Wands_16_Shakespeares Understanding of Madness I

 

 

 

 

 

 

In December of this past year, I was given the chance to hear my script, THE LOST YEARS, in a staged reading at the Contra Costa Civic Theatre up in the Bay Area.  The finished script had never been heard, although there had been three readings of the piece in development. And let’s just say that it had been a long time since I had heard the voices of these characters, and I was excited and anxious to be able to hear them again.  Marilyn Langbehn, who directed the reading, is the Artistic Director at the Contra Costa Civic Theatre, and also works with the California Shakespeare Theater. I’ve known Marilyn for many years – and was very happy to have her helm the reading.

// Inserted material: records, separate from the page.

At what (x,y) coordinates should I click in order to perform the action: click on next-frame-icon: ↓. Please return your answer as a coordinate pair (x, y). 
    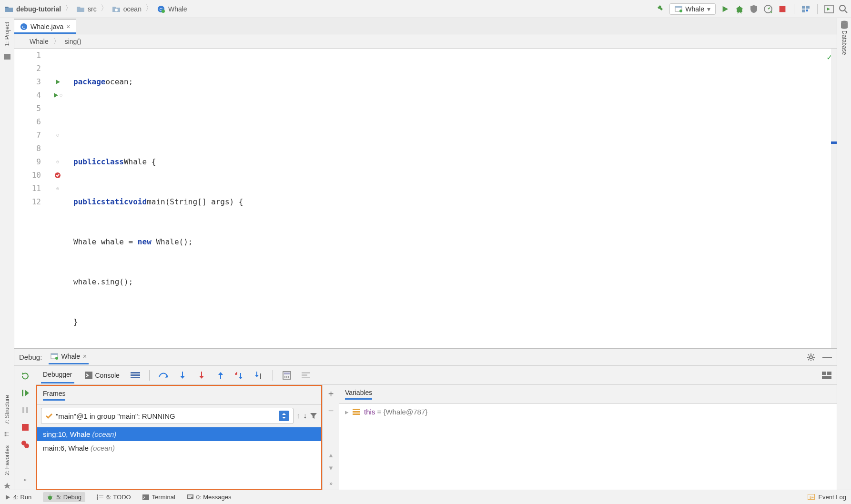
    Looking at the image, I should click on (305, 416).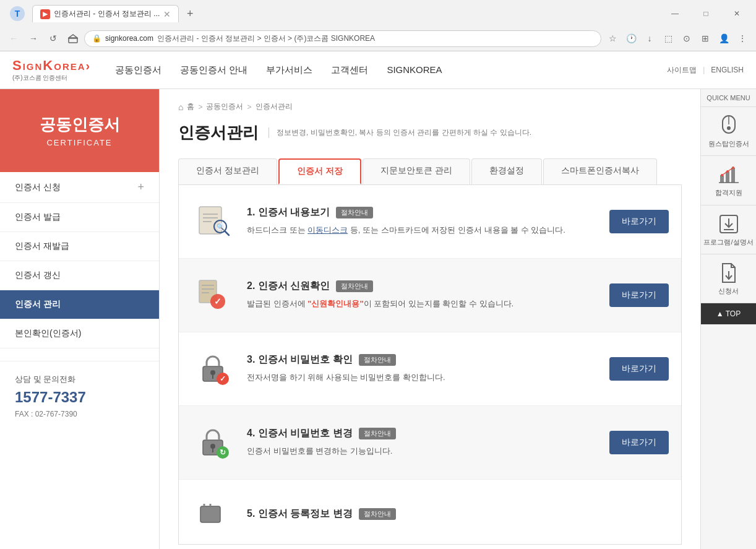 This screenshot has height=549, width=756. I want to click on section-cert-view: 🔍 1. 인증서 내용보기 절차안내 하드디스크 또는 이동디스크 등, 또는 …, so click(430, 222).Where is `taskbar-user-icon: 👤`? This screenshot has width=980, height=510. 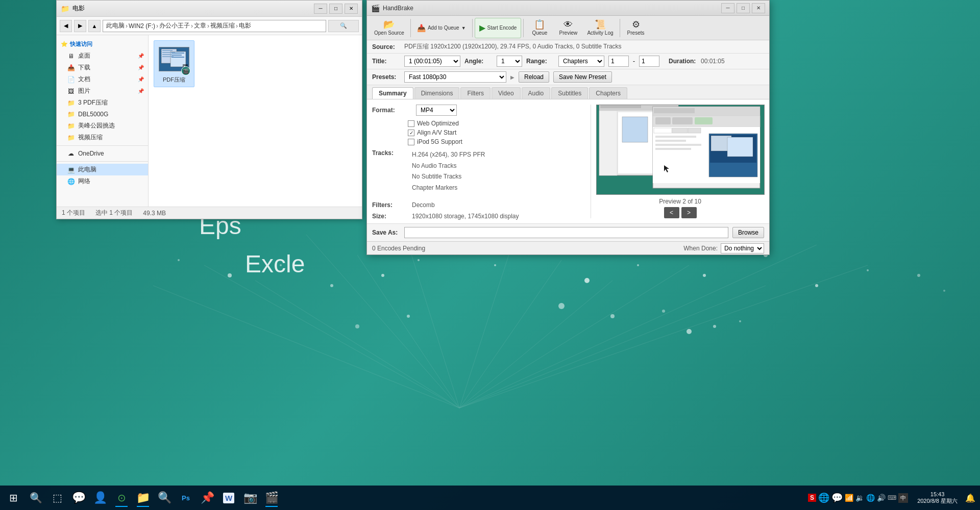 taskbar-user-icon: 👤 is located at coordinates (100, 498).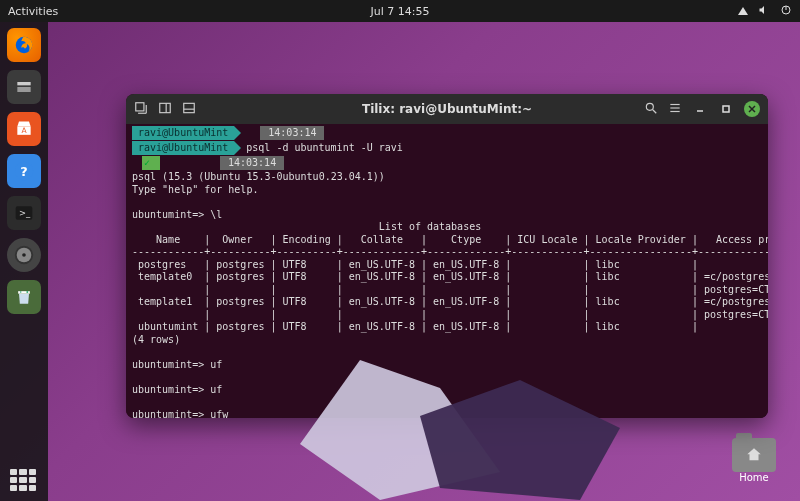  Describe the element at coordinates (33, 12) in the screenshot. I see `activities-button: Activities` at that location.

I was anxious because I was going to hear the script read out loud by actors I didn’t know (up until this point I’d been involved in the casting/rehearsal/sounds of every actor who had read the script); I was nervous because friends/actresses/kindred spirits were driving over to listen to the reading; I was also fraught that although my loving brother and his wife were coming, my partner, Eric couldn’t be there, (and he has had to live through the development of this script for some time now) and I was blue about that.  I was also back in the land of Berkeley, where I no longer live, although I had fallen in love there and performed there, it isn’t my home base any longer, and that was rather disorienting.  And I wasn’t sure what I would get out of a one night reading:  what if I hated it, or discovered that I needed to rewrite it entirely from another point of view, or – what if.  And then fortune and fate interceded, and my twin sister flew in from New York to come to the reading.  She found us a wonderful place to stay, took me out to dinner with dear friends, and jollied me along.  And, when I came down with a migraine the day before the reading, she tended to me so I could rally and manage it.  So I will say that I was given incredible support to experience the reading, and it went by in an instant.

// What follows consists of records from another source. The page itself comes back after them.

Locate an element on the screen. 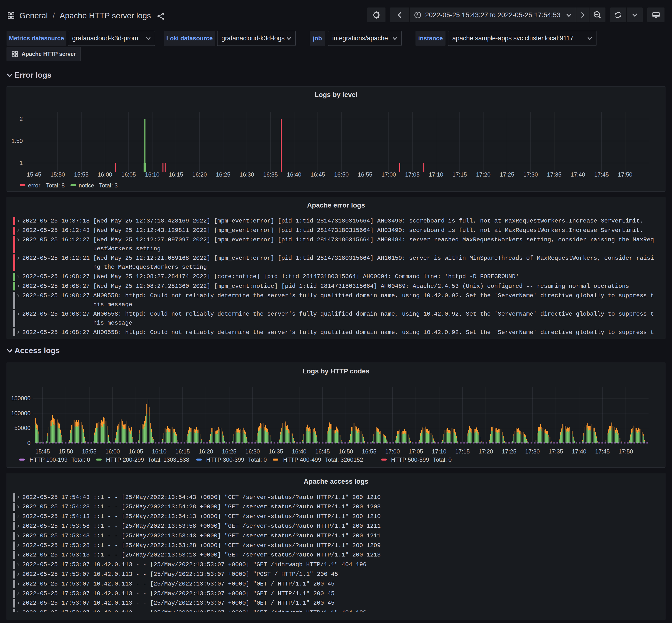 The height and width of the screenshot is (623, 672). svg-text: 100000 is located at coordinates (21, 413).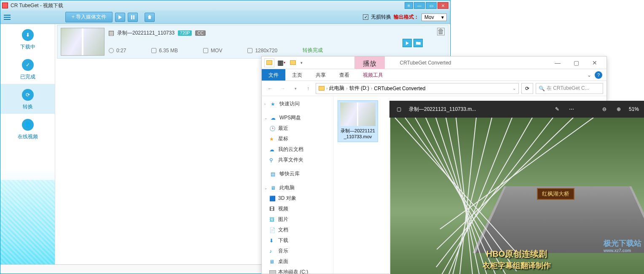 Image resolution: width=644 pixels, height=274 pixels. I want to click on close-button: ✕, so click(443, 5).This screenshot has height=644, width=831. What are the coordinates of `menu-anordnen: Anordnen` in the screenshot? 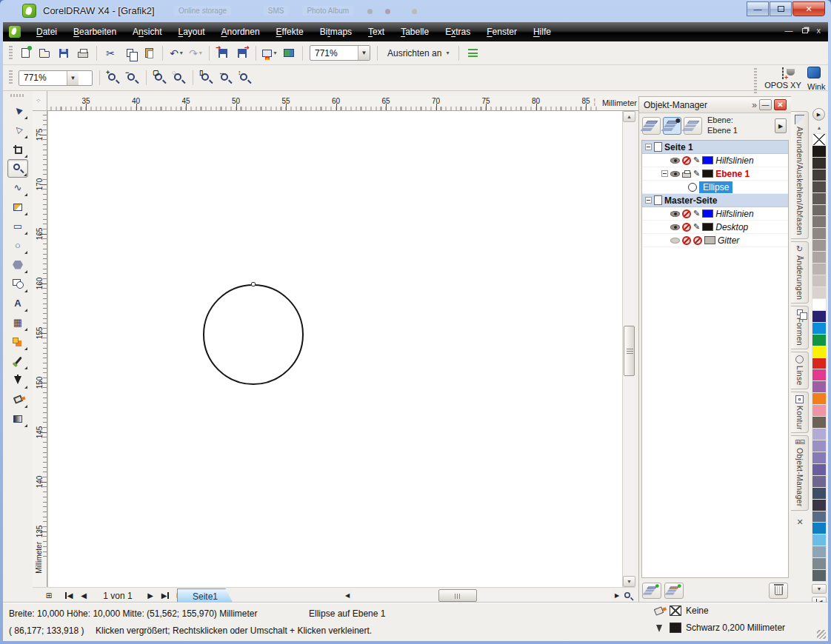 It's located at (241, 32).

One moment I was sitting by my friend Ellen at the theatre listening to the script being read out loud by six actors, and then we were out having a beer with some of the friends and family afterwards, and it was done.  That astonished me: that disconnect with time and place had sometimes happened to me in and after performances on stage – I didn’t know it could happen to playwrights.

It was magical to hear the laughter, and the knowing nods from the audience during the reading, and I struggled with some of the – missing bits – that some of the exchanges in the script needed.  But the play itself held up well, and I was so happy to hear those voices again. I was really heartened by some of the characters revelations that I hadn’t seen before, and was able to witness in a reading by the generosity of those that put the reading together.

So, yes.  It was absolutely worth the nerves, and the apprehension and the helplessness I felt in watching those words come to life.  In the mean time, I’ve been able to fine tune the parts of the last scene, and make some minor edits along the way.  It was a wonderful night that gave me a lot of impetus to go another step.